The provincial decurion was the sort of man who would have been a chieftain in earlier times, largely from inherited status. He was obliged to be on the local curia and if he did not, he could be compelled to attend. Exemption could be made for great age, current military service away from the area and such things, but the tax assessment made by the staff of the provincial governor had to be met by the decurions collectively, and they in turn were loaned the money by the publicanus in order to meet their obligation, and he in turn was given his head to extort the sum plus his staff wages and profit margin from the citizens. Decurions had the idea of joining the Church in the late empire, so they are particularly forbidden to take holy orders as a means to avoid their decurial obligations.

So were the vicomagistri in that situation? Nicholas Purcell in the Oxford Classical Dictionary gives their responsibilities as largely reactive, meeting at a crossroads (compitum), running local rites to lares and presumingly praising the emperor and running games (ludi compitalicii) in honour of the lares at set times. There is a frieze showing people carrying a lar in their hand found of a base of altar and now in the Lateran Museum. Here's view of that.

Vicomagistri carrying lares in procession


Purcell considers them to have constituted a local council, able to own property, run the vigiles in their district (mentioned in Cassius Dio) and so on; as there were seven cohorts of fire fighters with 500 men assigned to each, each cohort covered two districts, at least in theory (somehow the district with the imperial palace and great houses probably had at least one cohort of its own, while poorer neighbourhoods had to share one) .  They seems to have some authority over staff through supervisors (hepimeloton in Dio).
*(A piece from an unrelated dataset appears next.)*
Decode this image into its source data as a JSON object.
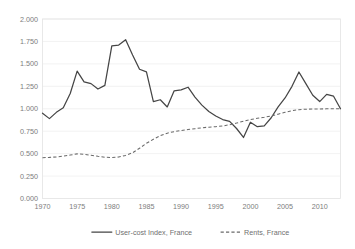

We have some indication as to when they took office (1 August) but none as to how they were picked, under what obligation they operated or how long they lasted. In their processions they were appointed two lictors. The Description of Rome in the Chronicle of AD354 refers to them at full strength, but the Christian terror implemented by Valentianian and Valens will have removed the pagan vestiges; indeed Theodosius in AD394 banned everyone but Christians from holding any public office.

Between the upper level of the praefectus urbis and the lower level vicomagistri seems to have been a selection of aediles, tribunes and praetors, their names drawn from the republican cursus honorum, but their functions quite mundane; Vespasian had been a district aedile and was accused by Gaius of failing to keep the streets clean (Suetonius Vespasian 5.3). Some firefighters were slaves of the local aedile, supervised on his behalf by the vicomagistri.

The Urban Prefect’s role predated the empire and outlived it, continuing under the kings and last mentioned in AD879 under later Carolingian rule; the pope may have taken on the civic responsibilities at some point. We know Alfred the Great visited Rome twice as a child with his father; the Urban Prefect was still going strong then.


There does not seem to have been much work done with regard to the Praetorian Prefects or vicarii in the Prefecture of Italy. Then there are ‘castellans’ an innovation of the later fourth century; a ‘castellan of the sacred palaces’ for the eastern and western provinces.  That will be for a later posting, I suspect.